Startled, with her head under the water, she slipped in the small tub, grabbed hold of the washcloth bar and shivered, mouth open as Joe opened the glass door and shoved a towel in at her.
“Glen called,” she heard as she shut off the water. She’d left her phone on the sink, which was right outside his bedroom door.
“We have to get out—now.”
She felt the whirr as the bedroom slide moved inward, and she catapulted into action. By the time she’d hurriedly dried off and pulled clean clothes on over her still-damp body, Joe, in a clean pair of tan shorts and a brown shirt, was already outside.
“You don’t ever leave the rig without me checking things first,” she bit out, completely out of sync, as she scrambled to get from sensual woman to bodyguard in a matter of seconds.
“Glen said leave now,” he relayed, his near whisper filled with urgency. “I’m figuring it’s less of a risk for me to get the car hooked up than it is to wait around for someone to get here.”
She handled the hookups. He got the car’s front tires ramped. By the time they’d climbed back into the rig, the slides were in place.
“Leave the kitchen stuff,” Joe said as he climbed behind the wheel of the rig.
Doing as he said, she buckled herself into the captain’s chair beside him. “Tell me exactly what Glen said.”
He was pulling out, using only the rig’s less bright driving lights until they’d reached the end of the access road and were turning on to the entry ramp for the highway. As he switched on the headlights and sped up, he said, “Someone noticed tracking activity pinging off the cell towers, and subsequently the numbers, used by Sierra’s Web. And then traced those to numbers called...”
Going cold with dread—a little bit of wet hair fallout—she guessed, “They’ve got my number.”
“I’ve already destroyed the phone—Glen’s orders. They’re pretty sure the tracking got only as far as the cell tower we were pinging off, not our exact location.”
Keeping a watch for anything and everything, including police cars, McKenna felt sick. Her entire body tensed as she thought over facts, tried to figure out a plan.
If they were stopped by a dirty cop, she had no way to alert anyone.
No emergency contact method.
She had a gun. Her knife.
Her training.
The cop would have all three as well.
They couldn’t live on the road as they’d done the first couple of days they’d been together. With possibly billions of peoples on the hashtage now, that would be too much risk.
Another obscure park somewhere?
Could they get lucky enough to find a place, in a hurry, that offered the same privacy as the one they’d just left? What were the chances of finding a site buried in trees at the end of a road?
She knew the answer even as she silently asked it. Slim at best.
With both hands on the wheel, Joe sat up straight, staring at the road ahead.

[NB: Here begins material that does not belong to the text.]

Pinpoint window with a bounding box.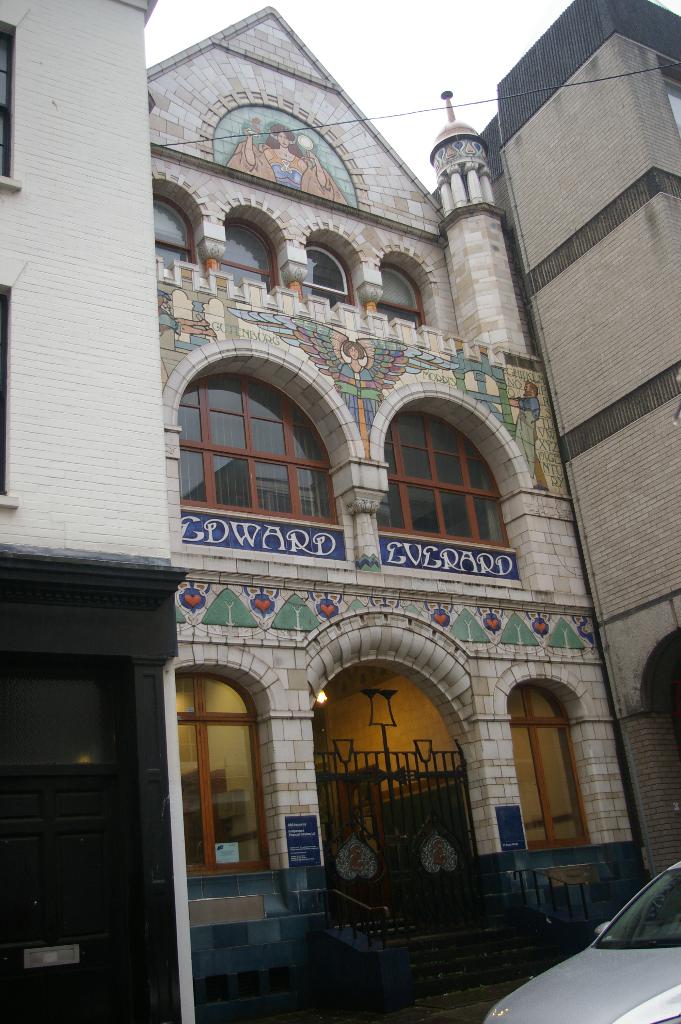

He hadn’t said a word since he’d entered the closest highway ramp, which would lead them to a major east-west highway.
Grasping for the best plan, even a good plan, in the twenty minutes she had before they reached the expressway, she suddenly just knew.
With a calm that was more her style, she told Joe to turn left before he reached the major highway. Perhaps they’d have less chance of someone coming to their aid if they were attacked on a dark two-lane country highway through the desert, but they’d also have that many fewer eyes on them.

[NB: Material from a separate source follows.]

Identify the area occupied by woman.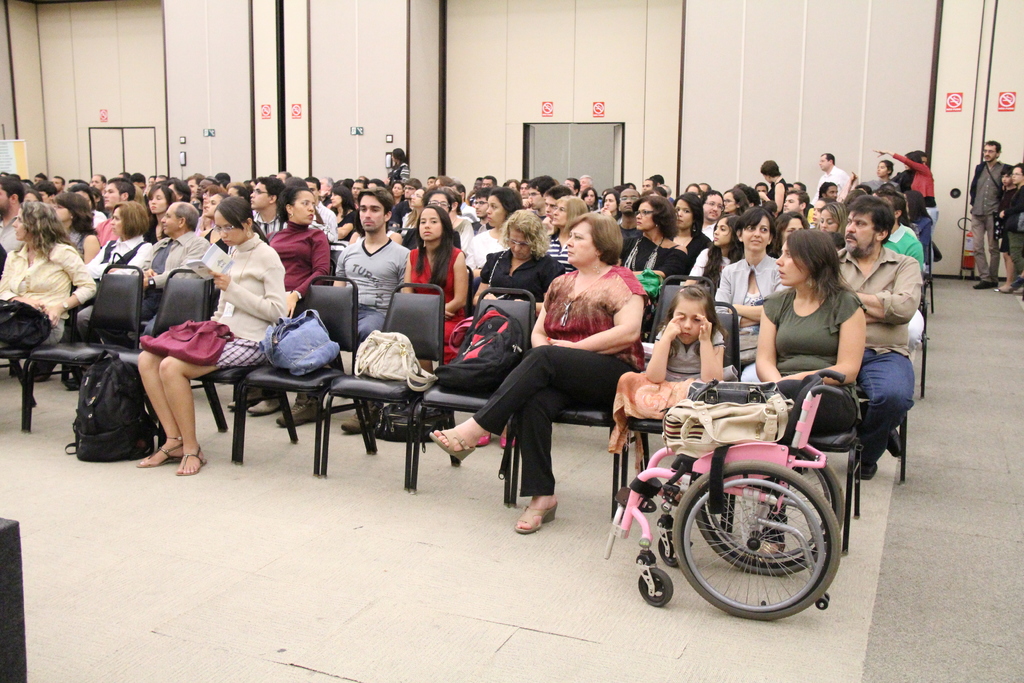
Area: 0,200,93,360.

“This road connects with one other and will lead us east, and then in about an hour and a half we’ll be heading south,” she said, all business. “We’re keeping to side roads and should reach our destination not long after midnight. The route is often traveled by RV vacationers who want a more scenic route and less traffic to deal with, so our passing shouldn’t raise curiosity. Plus, no semis.”

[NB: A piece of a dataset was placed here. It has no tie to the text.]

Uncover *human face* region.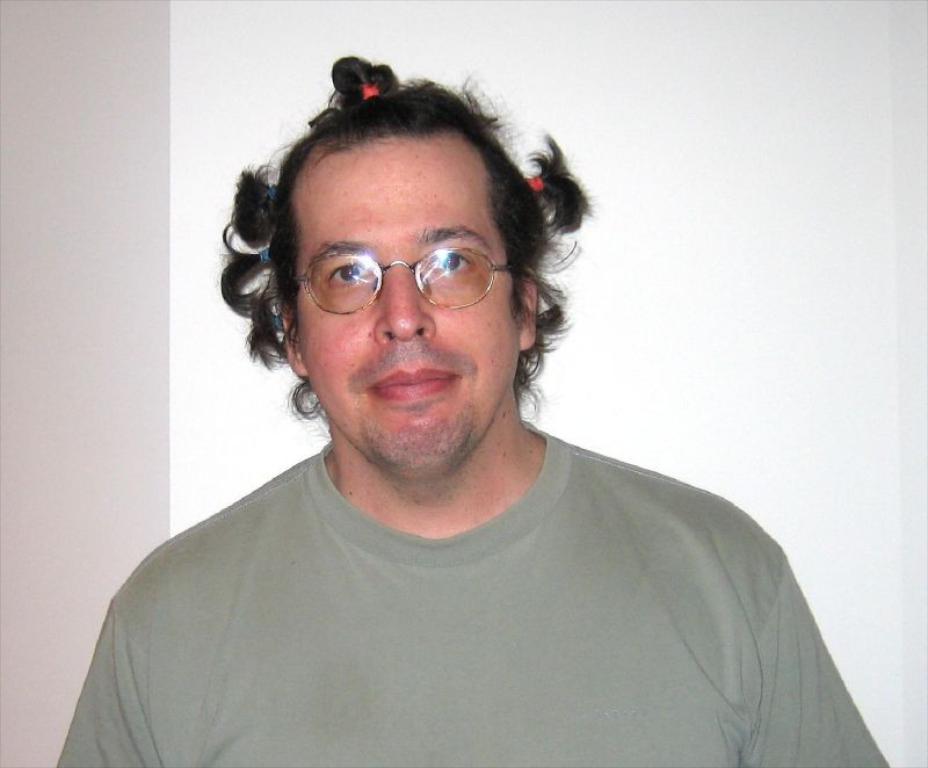
Uncovered: select_region(298, 135, 517, 476).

She was half thinking out loud. Half giving him the explanation he deserved.
“Where’s our destination?”
Right. She’d failed to mention that part. “Shelter Valley.”
His glance toward her was quick, turning sharply back to the road. “The town where your father lives?” She could see his frown from the lights on the dash.
“And my brothers, actually, too. They’ve got land at the edge of town. We can camp out there, at least until we have time to assimilate.”